Conway engaged in a “vigorous debate,” Hamrick said, and with her amazing ability to recall a legion of facts, Conway made sure the entire room understood the math behind why the life issues still motivate voters and how the movement needs to connect with them.

“She could see a way forward,” Hamrick said.

 

Building Bridges

Conway also provides a powerful pro-life example regarding her belief in the dignity of the human person: She disarms people at opposite ends of the political spectrum with her charm and graciousness and makes friends with them, according to her friends and colleagues. At an event, Hamrick observed Conway and Bill Maher — two people who could not be more different politically — laughing together. On television, Conway has an “edge of steel,” and Maher strikes back with his “rapier wit.” But those two enjoy a friendship, Hamrick noted, because Conway “knows how to talk to people in a friendly way,” even when they disagree.

“That really helps all of us,” she said. “She really is a bridge-builder.”

In fact, Conway collaborated with Celinda Lake, a researcher with liberal views, to co-author a book outlining the trends among U.S. women in 2005, What Women Really Want: How American Women Are Quietly Erasing Political, Racial, Class and Religious Lines to Change the Way We Live.

Above all, the consensus of pro-life leaders was that the pro-life movement could not have a better champion, or a better strategic mind, than Kellyanne Conway representing their interests in the White House as “Counselor to the President.” They express firmly the conviction that Conway will never forget the pro-life cause.

In fact, every indication shows Conway’s pro-life roots are going strong, according to Jeanne Mancini, president of the March for Life. She told the Register that Conway leapt at the opportunity to speak at Friday’s March for Life rally in Washington with these words: “I’m delighted! Count me in!”

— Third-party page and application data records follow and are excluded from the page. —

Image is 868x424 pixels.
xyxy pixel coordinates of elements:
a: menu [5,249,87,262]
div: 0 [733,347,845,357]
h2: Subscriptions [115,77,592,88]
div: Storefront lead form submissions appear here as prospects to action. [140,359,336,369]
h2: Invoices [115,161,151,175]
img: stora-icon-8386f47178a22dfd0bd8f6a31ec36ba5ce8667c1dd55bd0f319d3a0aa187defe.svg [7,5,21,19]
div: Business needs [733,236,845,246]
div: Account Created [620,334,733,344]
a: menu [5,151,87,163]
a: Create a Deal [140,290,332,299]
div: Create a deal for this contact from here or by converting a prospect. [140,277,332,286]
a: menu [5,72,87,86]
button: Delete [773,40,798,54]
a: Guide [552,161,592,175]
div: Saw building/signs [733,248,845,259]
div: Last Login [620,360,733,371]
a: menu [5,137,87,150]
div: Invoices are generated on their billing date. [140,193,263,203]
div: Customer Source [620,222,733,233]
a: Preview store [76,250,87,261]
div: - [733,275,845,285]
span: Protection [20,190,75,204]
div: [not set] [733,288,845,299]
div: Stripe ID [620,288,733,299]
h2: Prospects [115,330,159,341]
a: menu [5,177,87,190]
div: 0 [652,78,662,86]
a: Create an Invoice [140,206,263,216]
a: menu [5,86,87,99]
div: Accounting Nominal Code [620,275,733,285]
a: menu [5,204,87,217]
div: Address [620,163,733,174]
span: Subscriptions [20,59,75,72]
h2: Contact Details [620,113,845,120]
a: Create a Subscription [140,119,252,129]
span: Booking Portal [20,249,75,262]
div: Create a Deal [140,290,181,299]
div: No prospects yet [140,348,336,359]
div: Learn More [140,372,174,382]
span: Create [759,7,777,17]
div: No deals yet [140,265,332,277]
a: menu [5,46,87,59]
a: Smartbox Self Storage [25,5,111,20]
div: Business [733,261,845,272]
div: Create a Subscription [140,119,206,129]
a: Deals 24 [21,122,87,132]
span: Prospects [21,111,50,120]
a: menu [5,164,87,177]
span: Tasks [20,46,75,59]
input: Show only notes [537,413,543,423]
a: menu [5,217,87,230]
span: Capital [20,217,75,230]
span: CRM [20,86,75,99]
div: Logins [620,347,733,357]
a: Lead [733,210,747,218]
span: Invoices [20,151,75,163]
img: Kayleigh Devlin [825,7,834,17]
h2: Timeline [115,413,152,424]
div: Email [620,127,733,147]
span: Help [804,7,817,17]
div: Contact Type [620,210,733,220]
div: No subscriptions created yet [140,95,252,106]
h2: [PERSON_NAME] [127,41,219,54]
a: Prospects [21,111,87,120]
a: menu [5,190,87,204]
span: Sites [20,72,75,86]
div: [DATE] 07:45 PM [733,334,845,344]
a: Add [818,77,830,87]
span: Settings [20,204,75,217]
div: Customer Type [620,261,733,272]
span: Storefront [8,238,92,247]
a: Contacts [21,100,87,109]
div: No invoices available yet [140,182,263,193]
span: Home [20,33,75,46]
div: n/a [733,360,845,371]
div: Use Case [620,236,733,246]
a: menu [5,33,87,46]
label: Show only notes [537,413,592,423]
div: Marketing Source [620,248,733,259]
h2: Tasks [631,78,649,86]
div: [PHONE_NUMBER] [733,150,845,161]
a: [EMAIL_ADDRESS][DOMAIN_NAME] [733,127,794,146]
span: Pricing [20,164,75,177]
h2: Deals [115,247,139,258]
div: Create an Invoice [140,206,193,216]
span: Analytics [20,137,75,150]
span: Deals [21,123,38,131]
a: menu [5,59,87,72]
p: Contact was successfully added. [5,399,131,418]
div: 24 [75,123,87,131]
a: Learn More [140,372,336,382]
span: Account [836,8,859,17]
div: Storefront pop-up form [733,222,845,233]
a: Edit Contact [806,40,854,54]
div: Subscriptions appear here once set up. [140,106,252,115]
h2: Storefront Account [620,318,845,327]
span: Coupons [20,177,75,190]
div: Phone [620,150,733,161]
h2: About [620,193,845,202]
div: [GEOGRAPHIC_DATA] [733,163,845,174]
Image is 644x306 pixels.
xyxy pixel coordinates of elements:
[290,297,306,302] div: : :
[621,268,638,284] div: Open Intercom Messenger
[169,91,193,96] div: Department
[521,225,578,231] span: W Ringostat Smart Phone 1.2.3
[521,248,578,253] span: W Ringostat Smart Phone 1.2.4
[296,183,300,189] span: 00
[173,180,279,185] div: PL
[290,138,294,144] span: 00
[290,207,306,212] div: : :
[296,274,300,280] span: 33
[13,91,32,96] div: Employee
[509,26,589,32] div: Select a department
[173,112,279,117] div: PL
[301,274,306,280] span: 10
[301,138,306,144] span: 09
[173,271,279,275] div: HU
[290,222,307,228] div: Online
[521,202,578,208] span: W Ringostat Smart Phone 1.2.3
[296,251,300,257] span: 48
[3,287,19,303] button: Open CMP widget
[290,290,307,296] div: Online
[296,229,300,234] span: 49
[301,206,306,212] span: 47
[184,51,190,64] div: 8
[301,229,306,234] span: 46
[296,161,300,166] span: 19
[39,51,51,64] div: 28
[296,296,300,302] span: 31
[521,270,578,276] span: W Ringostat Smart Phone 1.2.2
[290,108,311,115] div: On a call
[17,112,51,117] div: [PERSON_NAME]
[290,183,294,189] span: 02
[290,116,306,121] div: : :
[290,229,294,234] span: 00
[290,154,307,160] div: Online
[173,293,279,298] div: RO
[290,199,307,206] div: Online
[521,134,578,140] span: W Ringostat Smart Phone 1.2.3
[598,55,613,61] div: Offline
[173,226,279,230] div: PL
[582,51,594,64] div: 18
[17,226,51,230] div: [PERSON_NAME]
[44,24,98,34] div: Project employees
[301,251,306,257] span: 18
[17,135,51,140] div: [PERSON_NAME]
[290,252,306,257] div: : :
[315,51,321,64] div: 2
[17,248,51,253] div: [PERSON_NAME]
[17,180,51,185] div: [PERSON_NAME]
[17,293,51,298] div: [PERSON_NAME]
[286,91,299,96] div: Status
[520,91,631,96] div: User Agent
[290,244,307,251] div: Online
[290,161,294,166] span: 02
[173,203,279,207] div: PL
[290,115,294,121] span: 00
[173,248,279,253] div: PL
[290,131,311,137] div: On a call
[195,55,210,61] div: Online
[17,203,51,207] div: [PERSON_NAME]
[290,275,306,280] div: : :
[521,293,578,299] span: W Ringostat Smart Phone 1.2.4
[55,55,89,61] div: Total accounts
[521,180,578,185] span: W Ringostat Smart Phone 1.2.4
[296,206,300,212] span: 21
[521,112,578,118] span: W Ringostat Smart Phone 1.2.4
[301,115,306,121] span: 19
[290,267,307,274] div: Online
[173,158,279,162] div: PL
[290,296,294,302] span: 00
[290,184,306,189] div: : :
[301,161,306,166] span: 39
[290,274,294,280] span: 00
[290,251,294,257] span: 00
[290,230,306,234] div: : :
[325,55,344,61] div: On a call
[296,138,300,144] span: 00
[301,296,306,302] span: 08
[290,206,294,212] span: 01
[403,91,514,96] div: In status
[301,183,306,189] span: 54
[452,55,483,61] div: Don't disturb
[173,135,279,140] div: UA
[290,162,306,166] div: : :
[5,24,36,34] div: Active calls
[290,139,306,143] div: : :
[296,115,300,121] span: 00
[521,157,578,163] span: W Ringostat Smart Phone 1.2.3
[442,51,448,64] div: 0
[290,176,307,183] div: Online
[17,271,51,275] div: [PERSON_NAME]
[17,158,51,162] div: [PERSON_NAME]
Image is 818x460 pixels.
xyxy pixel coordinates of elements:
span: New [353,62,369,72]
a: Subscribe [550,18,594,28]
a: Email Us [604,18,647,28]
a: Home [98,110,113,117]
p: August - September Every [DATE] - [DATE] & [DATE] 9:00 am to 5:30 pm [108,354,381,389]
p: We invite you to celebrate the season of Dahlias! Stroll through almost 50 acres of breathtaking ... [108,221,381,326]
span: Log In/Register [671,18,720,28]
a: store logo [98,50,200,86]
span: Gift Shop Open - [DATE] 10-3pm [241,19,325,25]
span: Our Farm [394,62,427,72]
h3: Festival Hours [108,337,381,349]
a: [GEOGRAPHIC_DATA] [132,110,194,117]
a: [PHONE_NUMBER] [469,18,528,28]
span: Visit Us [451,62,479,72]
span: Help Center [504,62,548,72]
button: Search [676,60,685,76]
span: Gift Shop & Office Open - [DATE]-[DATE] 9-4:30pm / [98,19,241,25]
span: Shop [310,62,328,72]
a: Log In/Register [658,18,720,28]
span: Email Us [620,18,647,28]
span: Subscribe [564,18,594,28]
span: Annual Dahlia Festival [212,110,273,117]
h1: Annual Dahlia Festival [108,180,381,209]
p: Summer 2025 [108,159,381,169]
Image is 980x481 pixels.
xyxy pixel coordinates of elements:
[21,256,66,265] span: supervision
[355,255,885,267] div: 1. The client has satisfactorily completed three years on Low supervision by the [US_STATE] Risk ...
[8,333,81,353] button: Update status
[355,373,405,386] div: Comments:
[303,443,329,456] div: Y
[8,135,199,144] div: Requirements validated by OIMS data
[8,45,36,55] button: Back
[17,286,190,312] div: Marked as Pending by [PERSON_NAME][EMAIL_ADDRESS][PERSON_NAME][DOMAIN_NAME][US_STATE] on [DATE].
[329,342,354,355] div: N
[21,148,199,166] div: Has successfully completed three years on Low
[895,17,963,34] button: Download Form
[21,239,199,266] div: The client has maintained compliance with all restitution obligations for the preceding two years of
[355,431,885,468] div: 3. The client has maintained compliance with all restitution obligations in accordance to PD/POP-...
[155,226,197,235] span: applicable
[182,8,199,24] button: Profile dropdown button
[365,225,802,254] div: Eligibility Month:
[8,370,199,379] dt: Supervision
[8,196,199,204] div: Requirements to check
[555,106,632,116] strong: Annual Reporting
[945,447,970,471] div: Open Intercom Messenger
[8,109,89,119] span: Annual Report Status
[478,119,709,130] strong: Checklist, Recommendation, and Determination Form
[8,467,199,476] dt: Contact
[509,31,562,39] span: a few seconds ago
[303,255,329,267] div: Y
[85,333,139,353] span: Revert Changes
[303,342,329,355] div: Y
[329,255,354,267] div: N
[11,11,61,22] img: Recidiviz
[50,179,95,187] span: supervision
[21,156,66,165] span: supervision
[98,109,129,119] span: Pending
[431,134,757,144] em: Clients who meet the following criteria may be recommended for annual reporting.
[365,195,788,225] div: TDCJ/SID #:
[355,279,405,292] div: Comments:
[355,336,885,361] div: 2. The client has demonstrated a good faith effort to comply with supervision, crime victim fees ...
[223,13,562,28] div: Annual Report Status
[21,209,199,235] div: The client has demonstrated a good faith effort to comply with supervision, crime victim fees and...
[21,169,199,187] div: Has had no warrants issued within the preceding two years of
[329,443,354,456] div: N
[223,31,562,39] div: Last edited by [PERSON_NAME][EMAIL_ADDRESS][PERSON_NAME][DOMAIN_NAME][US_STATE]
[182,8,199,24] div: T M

Not only will Conway be there as a historic personal emissary from President Trump, but she will have Vice President Mike Pence and White House staff joining her there, as well. President Trump is expected to call in, too. EWTN will broadcast the march live.

“I feel confident in Kellyanne,” AUL’s Hamrick said, affirming her conviction that the pro-life agenda has a strong advocate in the White House.

“She won’t forget.”

 

Peter Jesserer Smith is a Register staff reporter.